What are you reading this month? (June 2013)

We’ve further expanded the definition of AVQ&A—our Monday and Friday discussion prompts—by asking you (and two of our regular contributors) a simple question once per month: What have you read in the past month, or what are you currently reading? If you have suggestions for AVQ&A questions, big or small, you can e-mail them to us here.

June was a big month for highly anticipated book releases. The first of two Stephen King books due out this year, Joyland, arrived from Hard Case Crime. Fantasy giant Neil Gaiman returned with The Ocean At The End Of The Lane, his first novel since 2009’s The Graveyard Book, and the author is currently finishing what he’s calling his “final U.S. signing tour” in support of it. Colum McCann’s newest offering, TransAtlantic, which follows his 2009 National Book Award win for Let The Great World Spin, is an ambitious telling of U.S.-Irish relations. The Long War, the second book in Terry Pratchett and Stephen Baxter’s Long Earth series, continues to build out the elaborate world from the first book. After an incredibly successful memoir and a novel inspired by true events, Jeannette Walls’ The Silver Star arrives as the author’s first full-fledged novel and follows the coming of age of two sisters in 1970s Virginia. Another notable fiction release examining the bond between two sisters is Curtis Sittenfeld’s Sisterland. On the non-fiction side, two releases in particular have music-history fans talking: Mo Meta Blues: The World According To Questlove, a memoir from The Roots’ Ahmir “Questlove” Thompson, and Detroit Rock City: The Uncensored History Of Rock ’N’ Roll In America’s Loudest City, an oral history from Steve Miller.

Andrea Battleground
I just finished Failure, Karl Stevens’ final collection of his autobiographical comic strip that appeared in the Boston Phoenix. I picked this one up mainly because I wanted it off my desk, but I was surprised by how well Stevens captures the hyper-intellectual, alcohol-hazed existential nightmare of grad school. I’m also reading Tony Whyton’s Beyond A Love Supreme: John Coltrane And The Legacy Of An Album. Whyton, a professor of jazz and musical culture, examines Coltrane’s creative process as well as the far-reaching cultural influence of A Love Supreme, an album that has become universally acknowledged as a modern masterpiece. I’ve just started Note To Self, Alina Simone’s first novel, a satirical tale that examines the difficulty of living and creating art in an age where every moment of life can be examined on the Internet and late bloomers are just considered failures. And just to lighten the mood a bit from those three, which can be serious downers, I’m also reading A Game Of Thrones: The Graphic Novel—Volume Two, a graphic adaptation of the first book in the George R.R. Martin series, written by Daniel Abraham and illustrated by Tommy Patterson.

Laura M. Browning
I’m at the very last story in Lorrie Moore’s collection Birds Of America, which was published in 1998 but somehow never made it onto my radar until fairly recently. If you’re a fan of her longer work (most recently, 2010’s lovely if sometimes disjointed A Gate At The Stairs), Birds will astonish you. As always, the writing is rich and gorgeous, but Moore excels at the short story, where she distills human emotion and experience down to its purest, sometimes most painful, elements, without the complications of a longer narrative. The result is a collection of stories that, on the surface, cover everything from cancer to divorce to aging actors, but ultimately are all about the terrible beauty of being human.
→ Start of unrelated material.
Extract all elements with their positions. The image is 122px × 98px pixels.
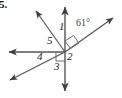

I’ve also been plowing through the handful of Maureen Johnson books I haven’t read yet, namely her Shades Of London series. Although I own the first two (The Name Of The Star and The Madness Underneath), I’d been putting them off until the entire series was complete (I have a book-binging problem; might as well indulge it). Anyone who follows MJ on Twitter (which everyone should), will immediately recognize her delightful zaniness in the protagonist’s inner dialogue. That protagonist, Rory, gets pulled into a secretive world of ghosts, Jack The Ripper murder mysteries, and murderous cults. Rory’s London, despite its supernatural tremors, is not the setting of a high fantasy tale. In fact, Johnson might just make you believe in ghosts.

Kyle Ryan
If the general public knows anything about the Upright Citizens Brigade, it may be because of the UCB theaters in New York in L.A., or if they have deep memories, the group’s short-lived sketch show on Comedy Central in the late ’90s. But the sketch and improv group, which cohered around Amy Poehler, Matt Walsh, Matt Besser, and Ian Roberts in Chicago in the early ’90s, has had a seismic effect on the comedy world, one that could rival Second City, iO, and The Groundlings in time. Journalist Brian Raftery (Wired, Spin, GQ) speaks to all the important players for his oral-history ebook, High Status Characters: How The Upright Citizens Brigade Stormed A City, Started A Scene, And Changed Comedy Forever, a detailed chronicle of the UCB’s formation to its current taste-making, comedy-incubator status. For comedy nerds, particularly those who love what became known as “alt-comedy,” it’s pretty engrossing, especially once it’s clear just how great UCB’s reach has become.